Classroom Activities
Curriculum Audit Through Critical Questions
In this multi-day project, students will work to examine the existing curriculum’s suggested texts for the study of environmental literature. Students will work in groups to examine the narratives conveyed by the existing literature suggestions: which stories are told or suppressed, which narratives are incomplete, which environmental interests are prioritized, and how the environment is viewed, used, or extracted in relation to human interests.
To open this project, the teacher will guide students through one typical representation of environmental literature: an excerpt from Henry David Thoreau’s Walden, in which Thoreau preaches “simplicity, simplicity, simplicity” as he takes an imaginatively idealized vow of poverty. As students read the excerpt, the teacher will lead them through critical questions:
- Which story is privileged?
- Whose story is told?
- Who created this story?
- Which stories are suppressed, missing, or ignored?
- Which narratives are incomplete?
- What implicit or unspoken messages are being communicated?
Students will annotate their thoughts surrounding these critical questions as they arise from a whole-class discussion, resulting in a group-created exemplar of a critical analysis of the place of Walden in the curriculum.
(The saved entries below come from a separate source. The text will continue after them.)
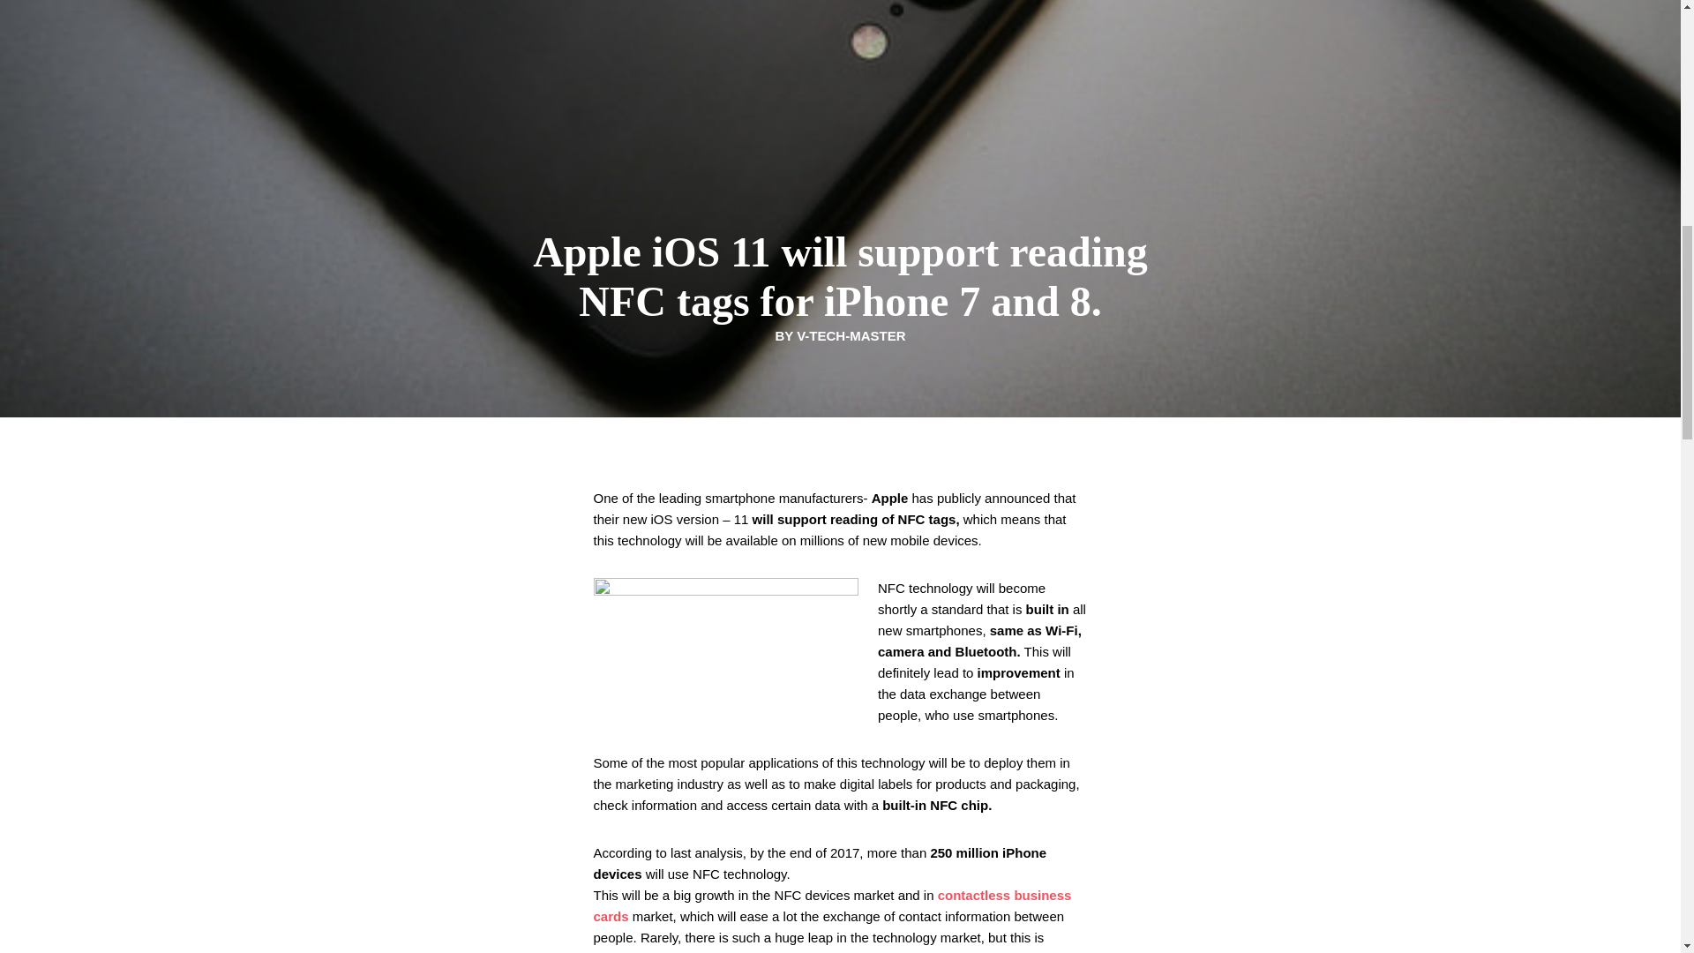 The width and height of the screenshot is (1694, 953). I want to click on contactless business cards, so click(831, 905).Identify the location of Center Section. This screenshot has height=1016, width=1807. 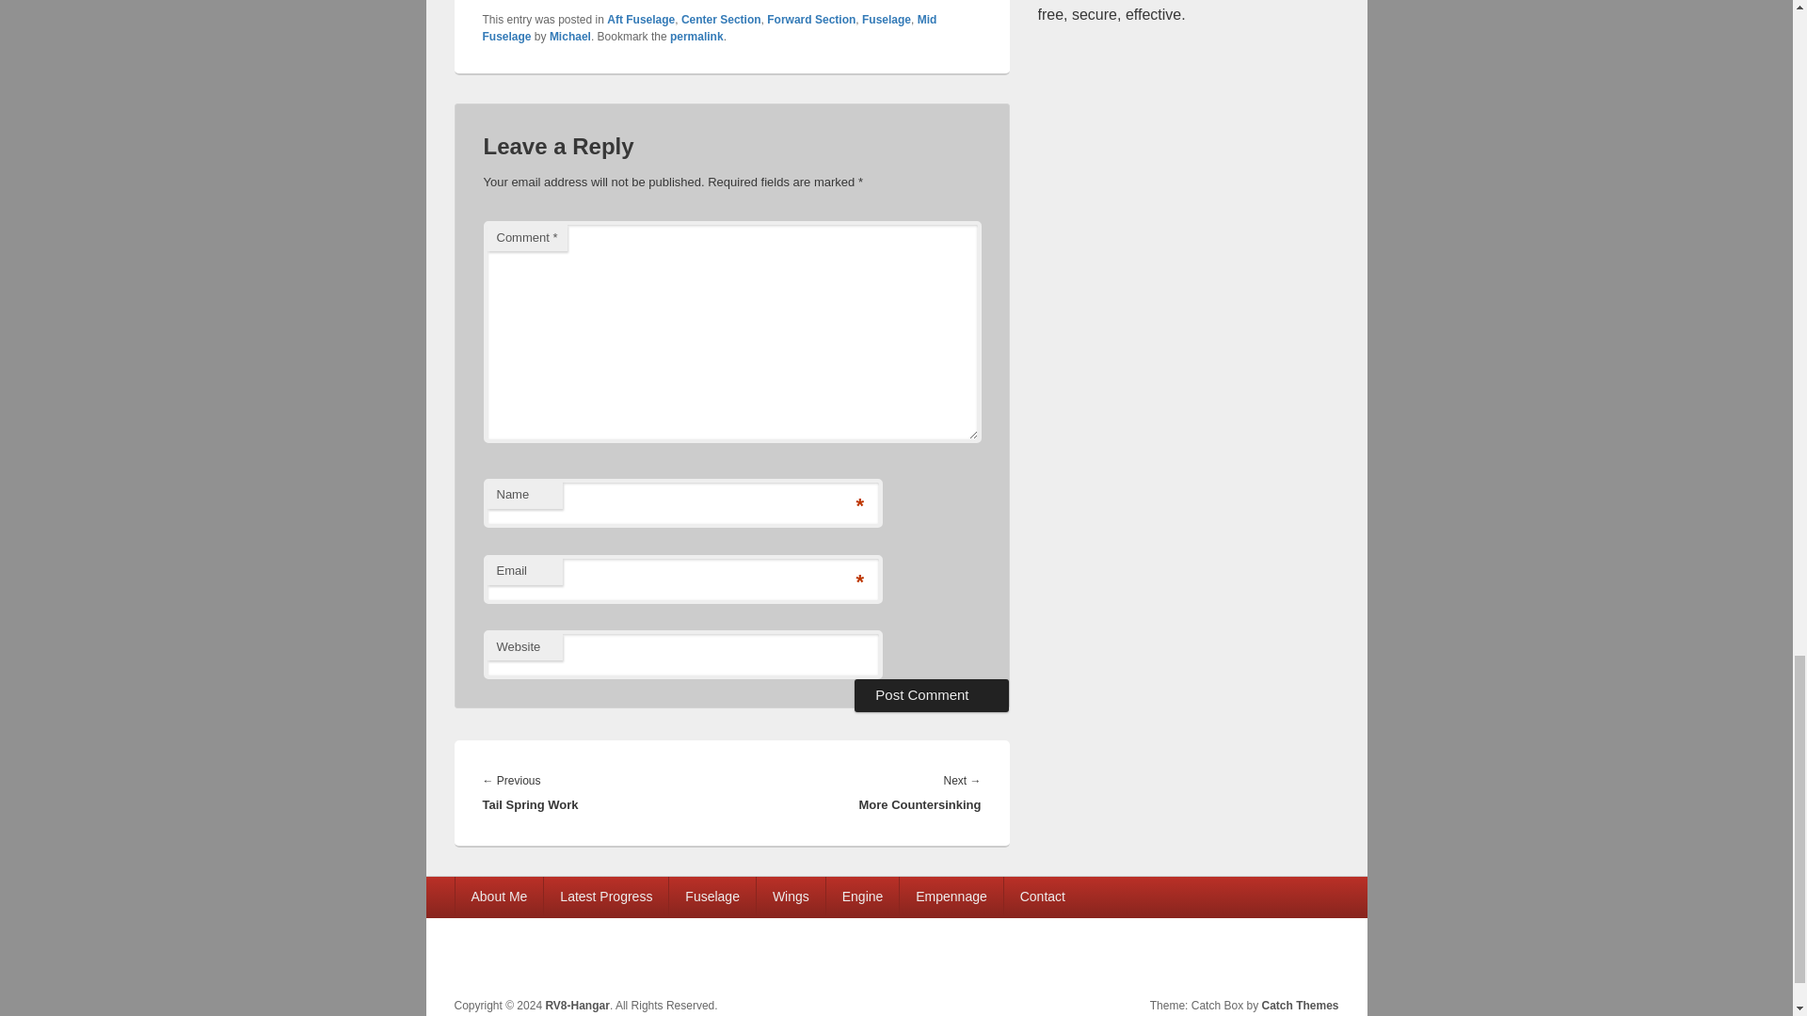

Once students are comfortable with examining the excerpt through the lens of critical questions, they are ready to move on to a group-centered project: auditing the existing district curriculum. In this multi-day project, students will assess the scope, accuracy, inclusivity, and complexity of the district’s existing environmental literature texts. The teacher will distribute excerpts from the district curriculum’s suggested texts; if the district does not have an environmental writing unit, many sample syllabi are available online. A typical sampling of suggested environmental literature often includes:
- Walden, Henry David Thoreau
- Nature, Ralph Waldo Emerson
- Leaves of Grass, Walt Whitman
- On the Origin of Species, Charles Darwin
- Silent Spring, Rachel Carson
- The Call of the Wild, Jack London
- Into the Wild, Jon Krakauer
- Selected poems by Emily Dickinson, Robert Frost, William Wordsworth, John Keats
In their groups, students will work to annotate and critique 2-3 text excerpts, using the critical questions modeled as a whole group to assess their provided texts. If desired, teachers may also provide a scorecard adapted from or similar to the Midwest and Plains Equity Assistance Center’s tool, “Assessing Bias in Standards and Curricular Models. (10)”
Once students have thoroughly critiqued and annotated their findings within their groups, they will share their annotations and conclusions with the rest of their class. Students listening should take notes as their classmates present, and, before class ends, should complete an individual journal or quickwrite in which they capture their feelings surrounding their classmates’ findings and their impressions of the provided curriculum.
In the following days, students will work as a class to draft and send a letter to their district curriculum office voicing their opinions surrounding the existing curriculum. The letter should be a collaborative and student-centered effort, with students taking charge of the drafting, revising, and editing process. The final copy should be sent, along with the original group annotations, to the district curriculum office, and should request a response or address to the questions and criticisms raised.